Thursday, April 24, 2008

DETECTIVE DIED ON HOSPITAL FLOOR

Detective Inspector Andy Day died on Concord Hospital floor

By Janet Fife-Yeomans, dtm

April 24, 2008 12:00am

CONCORD Hospital and a leading specialist have been secretly disciplined by the Health Care Complaints Commission after a patient was found dead on the floor in the middle of the night.

Widow Jacqui Day complained about the treatment of her husband Andy, a top undercover police officer, after an anonymous letter from nurses at the hospital said: "Mr Day should not have died."

Detective Inspector Day, 45, was being treated for pneumonia and died when his oxygen tube fell out of its wall tap for the second time in six hours.

After an inquiry behind closed doors, the HCCC found that Concord, a major teaching hospital, had provided below standard care to Mr Day "in a number of respects", The Daily Telegraph can reveal.

The commission also found that Professor Matthew Peters, the head of respiratory medicine at the hospital, had "departed from the acceptable standard of care" in two areas.

He was referred to the Medical Board's conduct committee for "counselling" for not transferring Mr Day to the intensive care unit and for failing to appropriately monitor his oxygen needs.

Mrs Day will today appear before the Government's special commission of inquiry into the state's ailing health system, sitting at Concord, to demand answers and ask why the complaints procedure is shrouded in such secrecy.

There was evidence before the HCCC from four medical experts that Mr Day should have been moved to intensive care.

Professor Peters told the inquiry there were no intensive care beds available and Mr Day did not want to be moved.

The commission's report, obtained by The Daily Telegraph, said there had been at least one bed available on five of the eight days Mr Day was in hospital and there was no record in the medical notes of Mr Day's comments.

"In 2008, you can't leave your loved one in a public hospital on their own," Mrs Day said yesterday, adding that all adverse HCCC findings should be made public.

"I still do not know how a 45-year-old man can be admitted to hospital and die on the floor in the middle of the night."

It will be Mrs Day's first visit to the hospital since her husband died at 3.30am on November 14, 2003, after eight days treatment. The HCCC took 18 months on its inquiry.

The anonymous letter from nurses was sent to the coroner who conducted a 2006 inquest into Mr Day's death.

The cause of death was recorded as a lack of oxygen "due to displacement of oxygen supply", however coroner John Abernethy found Mr Day's condition was so serious he would have died even with different care.

HCCC executive officer Kim Swan said legislation limited what the commission could release to the public.

The Medical Board did not return calls. Professor Peters is overseas.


→ What the task requires: The records below need to be restated word for word.

== Given information ==

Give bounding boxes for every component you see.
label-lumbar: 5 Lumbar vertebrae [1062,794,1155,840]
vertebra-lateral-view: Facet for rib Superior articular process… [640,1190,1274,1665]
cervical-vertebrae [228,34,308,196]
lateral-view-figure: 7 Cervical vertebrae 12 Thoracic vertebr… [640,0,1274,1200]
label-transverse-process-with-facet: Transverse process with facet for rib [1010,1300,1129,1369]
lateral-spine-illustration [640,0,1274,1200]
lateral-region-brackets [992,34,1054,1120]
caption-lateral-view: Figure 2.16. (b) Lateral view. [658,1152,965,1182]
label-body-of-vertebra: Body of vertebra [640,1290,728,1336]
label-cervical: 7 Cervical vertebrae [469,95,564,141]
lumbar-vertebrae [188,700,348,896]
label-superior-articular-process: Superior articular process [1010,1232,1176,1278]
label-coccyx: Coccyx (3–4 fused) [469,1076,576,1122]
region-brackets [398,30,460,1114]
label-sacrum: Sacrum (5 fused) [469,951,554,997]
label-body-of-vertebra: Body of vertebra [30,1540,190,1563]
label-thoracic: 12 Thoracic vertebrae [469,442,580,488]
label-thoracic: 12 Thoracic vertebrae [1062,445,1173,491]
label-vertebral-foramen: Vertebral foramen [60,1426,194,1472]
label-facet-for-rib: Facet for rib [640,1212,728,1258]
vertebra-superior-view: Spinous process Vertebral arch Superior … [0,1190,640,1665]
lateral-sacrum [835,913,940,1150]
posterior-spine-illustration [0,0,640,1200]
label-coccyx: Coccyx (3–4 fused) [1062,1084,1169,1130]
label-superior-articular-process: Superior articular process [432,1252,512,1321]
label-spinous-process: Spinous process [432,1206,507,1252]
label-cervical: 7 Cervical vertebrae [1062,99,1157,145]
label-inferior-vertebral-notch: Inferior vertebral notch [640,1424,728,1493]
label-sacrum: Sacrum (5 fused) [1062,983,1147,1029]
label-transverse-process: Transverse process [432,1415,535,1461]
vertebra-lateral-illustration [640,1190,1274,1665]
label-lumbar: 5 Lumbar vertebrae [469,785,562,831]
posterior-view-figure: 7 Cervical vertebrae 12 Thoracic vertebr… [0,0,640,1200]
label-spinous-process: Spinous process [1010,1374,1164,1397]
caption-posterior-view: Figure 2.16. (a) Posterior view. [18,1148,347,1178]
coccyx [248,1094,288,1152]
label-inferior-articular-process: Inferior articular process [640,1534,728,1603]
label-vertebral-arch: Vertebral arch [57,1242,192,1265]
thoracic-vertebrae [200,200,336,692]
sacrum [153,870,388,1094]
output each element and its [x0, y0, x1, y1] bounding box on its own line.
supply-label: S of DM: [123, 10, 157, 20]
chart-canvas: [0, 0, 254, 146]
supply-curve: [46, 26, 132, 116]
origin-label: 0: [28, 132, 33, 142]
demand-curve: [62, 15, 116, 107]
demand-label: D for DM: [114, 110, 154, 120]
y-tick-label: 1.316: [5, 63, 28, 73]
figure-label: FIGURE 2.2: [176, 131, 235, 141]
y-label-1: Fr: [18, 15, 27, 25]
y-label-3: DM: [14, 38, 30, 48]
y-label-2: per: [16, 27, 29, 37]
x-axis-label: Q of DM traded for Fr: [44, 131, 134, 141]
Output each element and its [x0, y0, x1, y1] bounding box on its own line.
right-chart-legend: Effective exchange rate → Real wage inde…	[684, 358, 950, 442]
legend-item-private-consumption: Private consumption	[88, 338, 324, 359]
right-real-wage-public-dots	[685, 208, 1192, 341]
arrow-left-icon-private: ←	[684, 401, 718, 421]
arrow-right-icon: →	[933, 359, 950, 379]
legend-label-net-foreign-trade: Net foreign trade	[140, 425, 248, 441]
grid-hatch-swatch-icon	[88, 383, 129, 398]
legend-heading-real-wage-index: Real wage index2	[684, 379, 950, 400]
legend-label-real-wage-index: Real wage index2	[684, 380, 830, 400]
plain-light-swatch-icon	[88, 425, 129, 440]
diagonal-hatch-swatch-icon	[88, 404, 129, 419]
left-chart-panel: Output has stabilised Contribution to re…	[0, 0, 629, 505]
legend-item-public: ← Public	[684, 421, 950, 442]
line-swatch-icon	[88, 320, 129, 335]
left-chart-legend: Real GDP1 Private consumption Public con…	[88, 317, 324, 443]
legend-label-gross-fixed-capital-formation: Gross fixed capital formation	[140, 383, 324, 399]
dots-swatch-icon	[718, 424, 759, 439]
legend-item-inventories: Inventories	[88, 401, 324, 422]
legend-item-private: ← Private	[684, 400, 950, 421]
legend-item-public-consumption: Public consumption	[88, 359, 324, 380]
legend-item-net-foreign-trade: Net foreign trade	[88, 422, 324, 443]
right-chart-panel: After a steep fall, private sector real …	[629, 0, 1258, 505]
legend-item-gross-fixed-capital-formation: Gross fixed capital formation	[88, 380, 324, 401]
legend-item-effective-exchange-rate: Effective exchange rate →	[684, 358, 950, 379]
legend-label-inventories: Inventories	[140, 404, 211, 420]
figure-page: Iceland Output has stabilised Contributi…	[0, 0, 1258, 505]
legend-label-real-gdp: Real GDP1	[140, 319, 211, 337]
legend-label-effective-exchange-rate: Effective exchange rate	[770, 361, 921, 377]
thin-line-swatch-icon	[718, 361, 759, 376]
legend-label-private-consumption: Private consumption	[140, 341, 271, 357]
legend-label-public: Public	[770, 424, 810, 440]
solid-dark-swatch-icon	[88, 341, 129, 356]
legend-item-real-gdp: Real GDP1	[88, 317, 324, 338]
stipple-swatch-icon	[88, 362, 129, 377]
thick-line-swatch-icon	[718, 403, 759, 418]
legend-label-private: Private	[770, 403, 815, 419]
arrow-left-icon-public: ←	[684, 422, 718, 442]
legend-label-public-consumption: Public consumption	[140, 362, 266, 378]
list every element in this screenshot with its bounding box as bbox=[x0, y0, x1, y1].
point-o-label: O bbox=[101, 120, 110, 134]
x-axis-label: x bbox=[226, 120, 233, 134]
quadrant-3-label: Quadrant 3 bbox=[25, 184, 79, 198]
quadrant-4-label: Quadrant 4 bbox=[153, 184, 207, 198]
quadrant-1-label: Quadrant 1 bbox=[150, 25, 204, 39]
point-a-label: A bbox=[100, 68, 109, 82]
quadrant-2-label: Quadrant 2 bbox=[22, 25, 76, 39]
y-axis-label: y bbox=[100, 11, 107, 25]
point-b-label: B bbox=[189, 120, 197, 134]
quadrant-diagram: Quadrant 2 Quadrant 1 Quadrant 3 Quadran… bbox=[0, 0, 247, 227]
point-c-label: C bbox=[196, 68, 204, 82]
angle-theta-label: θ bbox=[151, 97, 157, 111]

===

→ Solution below:
Give bounding boxes for every component you see.
label-lumbar: 5 Lumbar vertebrae [1062,794,1155,840]
vertebra-lateral-view: Facet for rib Superior articular process… [640,1190,1274,1665]
cervical-vertebrae [228,34,308,196]
lateral-view-figure: 7 Cervical vertebrae 12 Thoracic vertebr… [640,0,1274,1200]
label-transverse-process-with-facet: Transverse process with facet for rib [1010,1300,1129,1369]
lateral-spine-illustration [640,0,1274,1200]
lateral-region-brackets [992,34,1054,1120]
caption-lateral-view: Figure 2.16. (b) Lateral view. [658,1152,965,1182]
label-body-of-vertebra: Body of vertebra [640,1290,728,1336]
label-cervical: 7 Cervical vertebrae [469,95,564,141]
lumbar-vertebrae [188,700,348,896]
label-superior-articular-process: Superior articular process [1010,1232,1176,1278]
label-coccyx: Coccyx (3–4 fused) [469,1076,576,1122]
region-brackets [398,30,460,1114]
label-sacrum: Sacrum (5 fused) [469,951,554,997]
label-body-of-vertebra: Body of vertebra [30,1540,190,1563]
label-thoracic: 12 Thoracic vertebrae [469,442,580,488]
label-thoracic: 12 Thoracic vertebrae [1062,445,1173,491]
label-vertebral-foramen: Vertebral foramen [60,1426,194,1472]
label-facet-for-rib: Facet for rib [640,1212,728,1258]
vertebra-superior-view: Spinous process Vertebral arch Superior … [0,1190,640,1665]
lateral-sacrum [835,913,940,1150]
posterior-spine-illustration [0,0,640,1200]
label-coccyx: Coccyx (3–4 fused) [1062,1084,1169,1130]
label-superior-articular-process: Superior articular process [432,1252,512,1321]
label-spinous-process: Spinous process [432,1206,507,1252]
label-cervical: 7 Cervical vertebrae [1062,99,1157,145]
label-inferior-vertebral-notch: Inferior vertebral notch [640,1424,728,1493]
label-sacrum: Sacrum (5 fused) [1062,983,1147,1029]
label-transverse-process: Transverse process [432,1415,535,1461]
vertebra-lateral-illustration [640,1190,1274,1665]
label-lumbar: 5 Lumbar vertebrae [469,785,562,831]
posterior-view-figure: 7 Cervical vertebrae 12 Thoracic vertebr… [0,0,640,1200]
label-spinous-process: Spinous process [1010,1374,1164,1397]
caption-posterior-view: Figure 2.16. (a) Posterior view. [18,1148,347,1178]
coccyx [248,1094,288,1152]
label-inferior-articular-process: Inferior articular process [640,1534,728,1603]
label-vertebral-arch: Vertebral arch [57,1242,192,1265]
thoracic-vertebrae [200,200,336,692]
sacrum [153,870,388,1094]
output each element and its [x0, y0, x1, y1] bounding box on its own line.
supply-label: S of DM: [123, 10, 157, 20]
chart-canvas: [0, 0, 254, 146]
supply-curve: [46, 26, 132, 116]
origin-label: 0: [28, 132, 33, 142]
demand-curve: [62, 15, 116, 107]
demand-label: D for DM: [114, 110, 154, 120]
y-tick-label: 1.316: [5, 63, 28, 73]
figure-label: FIGURE 2.2: [176, 131, 235, 141]
y-label-1: Fr: [18, 15, 27, 25]
y-label-3: DM: [14, 38, 30, 48]
y-label-2: per: [16, 27, 29, 37]
x-axis-label: Q of DM traded for Fr: [44, 131, 134, 141]
Output each element and its [x0, y0, x1, y1] bounding box on its own line.
right-chart-legend: Effective exchange rate → Real wage inde…	[684, 358, 950, 442]
legend-item-private-consumption: Private consumption	[88, 338, 324, 359]
right-real-wage-public-dots	[685, 208, 1192, 341]
arrow-left-icon-private: ←	[684, 401, 718, 421]
arrow-right-icon: →	[933, 359, 950, 379]
legend-label-net-foreign-trade: Net foreign trade	[140, 425, 248, 441]
grid-hatch-swatch-icon	[88, 383, 129, 398]
legend-heading-real-wage-index: Real wage index2	[684, 379, 950, 400]
legend-label-real-wage-index: Real wage index2	[684, 380, 830, 400]
plain-light-swatch-icon	[88, 425, 129, 440]
diagonal-hatch-swatch-icon	[88, 404, 129, 419]
left-chart-panel: Output has stabilised Contribution to re…	[0, 0, 629, 505]
legend-item-public: ← Public	[684, 421, 950, 442]
line-swatch-icon	[88, 320, 129, 335]
left-chart-legend: Real GDP1 Private consumption Public con…	[88, 317, 324, 443]
legend-label-gross-fixed-capital-formation: Gross fixed capital formation	[140, 383, 324, 399]
dots-swatch-icon	[718, 424, 759, 439]
legend-item-inventories: Inventories	[88, 401, 324, 422]
legend-item-private: ← Private	[684, 400, 950, 421]
legend-item-public-consumption: Public consumption	[88, 359, 324, 380]
legend-item-net-foreign-trade: Net foreign trade	[88, 422, 324, 443]
right-chart-panel: After a steep fall, private sector real …	[629, 0, 1258, 505]
legend-item-gross-fixed-capital-formation: Gross fixed capital formation	[88, 380, 324, 401]
legend-item-effective-exchange-rate: Effective exchange rate →	[684, 358, 950, 379]
legend-label-inventories: Inventories	[140, 404, 211, 420]
figure-page: Iceland Output has stabilised Contributi…	[0, 0, 1258, 505]
legend-label-real-gdp: Real GDP1	[140, 319, 211, 337]
legend-label-effective-exchange-rate: Effective exchange rate	[770, 361, 921, 377]
thin-line-swatch-icon	[718, 361, 759, 376]
legend-label-private-consumption: Private consumption	[140, 341, 271, 357]
legend-label-public: Public	[770, 424, 810, 440]
solid-dark-swatch-icon	[88, 341, 129, 356]
legend-item-real-gdp: Real GDP1	[88, 317, 324, 338]
stipple-swatch-icon	[88, 362, 129, 377]
thick-line-swatch-icon	[718, 403, 759, 418]
legend-label-private: Private	[770, 403, 815, 419]
arrow-left-icon-public: ←	[684, 422, 718, 442]
legend-label-public-consumption: Public consumption	[140, 362, 266, 378]
list every element in this screenshot with its bounding box as bbox=[x0, y0, x1, y1].
point-o-label: O bbox=[101, 120, 110, 134]
x-axis-label: x bbox=[226, 120, 233, 134]
quadrant-3-label: Quadrant 3 bbox=[25, 184, 79, 198]
quadrant-4-label: Quadrant 4 bbox=[153, 184, 207, 198]
quadrant-1-label: Quadrant 1 bbox=[150, 25, 204, 39]
point-a-label: A bbox=[100, 68, 109, 82]
quadrant-2-label: Quadrant 2 bbox=[22, 25, 76, 39]
y-axis-label: y bbox=[100, 11, 107, 25]
point-b-label: B bbox=[189, 120, 197, 134]
quadrant-diagram: Quadrant 2 Quadrant 1 Quadrant 3 Quadran… bbox=[0, 0, 247, 227]
point-c-label: C bbox=[196, 68, 204, 82]
angle-theta-label: θ bbox=[151, 97, 157, 111]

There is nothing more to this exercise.